2.  Learning to identify contrast-defined letters in peripheral vision.

Authors:  Susana T L Chung; Dennis M Levi; Roger W Li
Journal:  Vision Res       Date:  2005-12-06       Impact factor: 1.886

3.  Identification of contrast-defined letters benefits from perceptual learning in adults with amblyopia.

Authors:  Susana T L Chung; Roger W Li; Dennis M Levi
Journal:  Vision Res       Date:  2006-08-22       Impact factor: 1.886

4.  Tactile guidance of prey capture in Etruscan shrews.

Authors:  Farzana Anjum; Hendrik Turni; Paul G H Mulder; Johannes van der Burg; Michael Brecht
Journal:  Proc Natl Acad Sci U S A       Date:  2006-10-23       Impact factor: 11.205

5.  Modelling attention in individual cells leads to a system with realistic saccade behaviours.

Authors:  Linda J Lanyon; Susan L Denham
Journal:  Cogn Neurodyn       Date:  2009-01-03       Impact factor: 5.082

6.  The effects of alphabet and expertise on letter perception.

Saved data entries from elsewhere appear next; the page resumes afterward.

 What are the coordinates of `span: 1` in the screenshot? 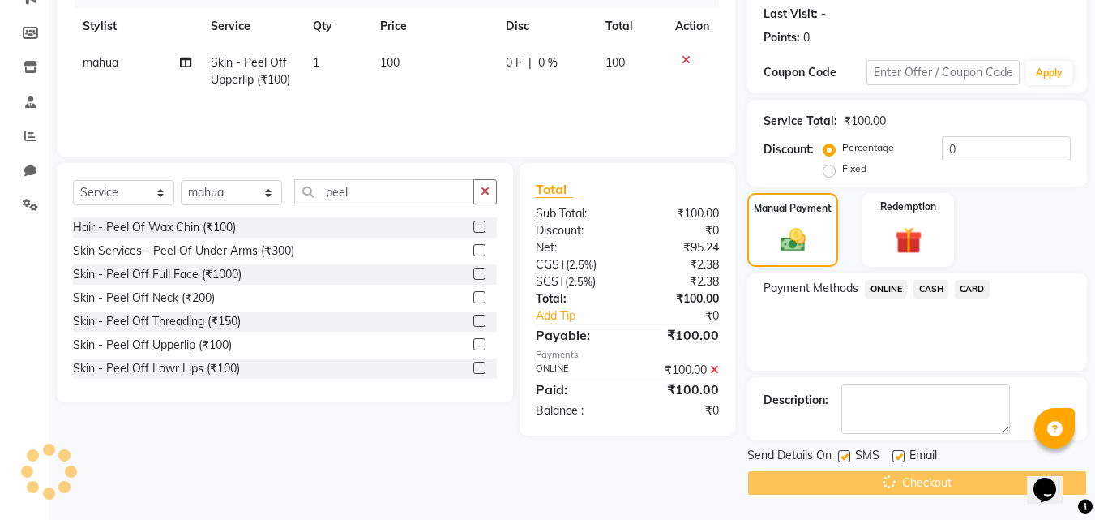 It's located at (316, 62).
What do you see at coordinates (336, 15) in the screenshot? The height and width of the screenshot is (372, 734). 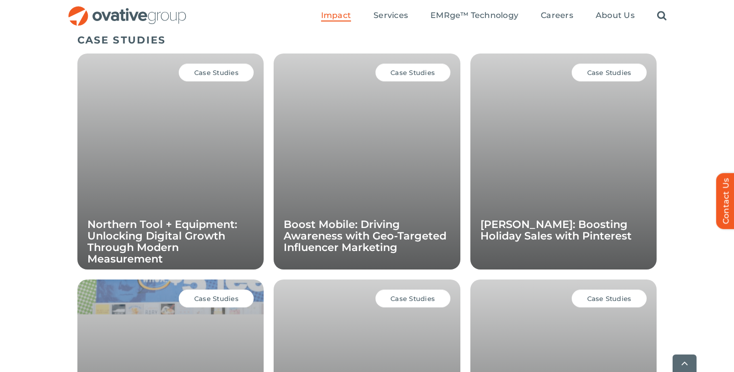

Authors:  Robert W Wiley; Colin Wilson; Brenda Rapp
Journal:  J Exp Psychol Hum Percept Perform       Date:  2016-02-25       Impact factor: 3.332

7.  Learning efficient visual search for stimuli containing diagnostic spatial configurations and color-shape conjunctions.

Authors:  Eric A Reavis; Sebastian M Frank; Peter U Tse
Journal:  Atten Percept Psychophys       Date:  2018-07       Impact factor: 2.199

8.  Learning to identify crowded letters: does it improve reading speed?

Authors:  Susana T L Chung
Journal:  Vision Res       Date:  2007-10-24       Impact factor: 1.886

9.  Contributions of procedure and stimulus learning to early, rapid perceptual improvements.

Authors:  Jeanette A Ortiz; Beverly A Wright
Journal:  J Exp Psychol Hum Percept Perform       Date:  2009-02       Impact factor: 3.332

Review 10.  Exercising your brain: a review of human brain plasticity and training-induced learning.